## PROBLEM
In the data, find the word "button" and copy out every line that has it.

(Beginning of EXCERPTED RECORDS)

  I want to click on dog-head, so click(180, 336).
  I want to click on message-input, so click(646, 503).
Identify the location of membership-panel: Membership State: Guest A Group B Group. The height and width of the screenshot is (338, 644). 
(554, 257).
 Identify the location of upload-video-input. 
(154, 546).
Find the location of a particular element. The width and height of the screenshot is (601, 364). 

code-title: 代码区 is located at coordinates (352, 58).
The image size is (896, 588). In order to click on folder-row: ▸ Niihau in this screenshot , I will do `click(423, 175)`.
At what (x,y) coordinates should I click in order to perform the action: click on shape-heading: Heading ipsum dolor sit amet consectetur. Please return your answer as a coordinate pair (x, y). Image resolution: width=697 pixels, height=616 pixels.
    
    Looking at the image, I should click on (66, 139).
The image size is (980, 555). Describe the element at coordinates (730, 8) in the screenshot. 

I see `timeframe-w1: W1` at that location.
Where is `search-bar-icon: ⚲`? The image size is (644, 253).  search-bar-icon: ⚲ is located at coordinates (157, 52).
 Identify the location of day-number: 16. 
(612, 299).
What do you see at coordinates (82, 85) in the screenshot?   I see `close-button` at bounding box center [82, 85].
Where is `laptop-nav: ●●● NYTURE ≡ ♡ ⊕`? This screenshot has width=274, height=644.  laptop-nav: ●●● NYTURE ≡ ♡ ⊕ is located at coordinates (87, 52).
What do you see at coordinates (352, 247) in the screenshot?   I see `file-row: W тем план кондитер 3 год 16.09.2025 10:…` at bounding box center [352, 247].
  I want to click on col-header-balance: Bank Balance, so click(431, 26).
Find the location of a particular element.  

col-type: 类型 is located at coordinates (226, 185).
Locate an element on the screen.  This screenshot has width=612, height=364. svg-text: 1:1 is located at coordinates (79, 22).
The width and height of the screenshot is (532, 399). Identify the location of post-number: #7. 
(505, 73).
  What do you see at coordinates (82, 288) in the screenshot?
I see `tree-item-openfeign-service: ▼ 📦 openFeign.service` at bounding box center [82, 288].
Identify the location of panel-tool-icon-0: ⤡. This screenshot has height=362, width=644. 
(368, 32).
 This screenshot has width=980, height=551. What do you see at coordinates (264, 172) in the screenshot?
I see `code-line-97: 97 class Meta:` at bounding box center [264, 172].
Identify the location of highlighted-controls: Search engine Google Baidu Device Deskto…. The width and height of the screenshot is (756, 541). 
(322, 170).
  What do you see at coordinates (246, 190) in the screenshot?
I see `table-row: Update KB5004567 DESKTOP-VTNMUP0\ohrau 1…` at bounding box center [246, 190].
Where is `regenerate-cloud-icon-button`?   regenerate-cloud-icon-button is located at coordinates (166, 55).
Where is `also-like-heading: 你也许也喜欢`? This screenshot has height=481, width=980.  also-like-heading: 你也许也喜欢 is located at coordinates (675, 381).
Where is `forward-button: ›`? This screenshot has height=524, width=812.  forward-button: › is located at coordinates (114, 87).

(End of EXCERPTED RECORDS)

## RESPONSE TO THIS EXERCISE
What do you see at coordinates (82, 85) in the screenshot?   I see `close-button` at bounding box center [82, 85].
Where is `regenerate-cloud-icon-button`?   regenerate-cloud-icon-button is located at coordinates (166, 55).
Where is `forward-button: ›`? This screenshot has height=524, width=812.  forward-button: › is located at coordinates (114, 87).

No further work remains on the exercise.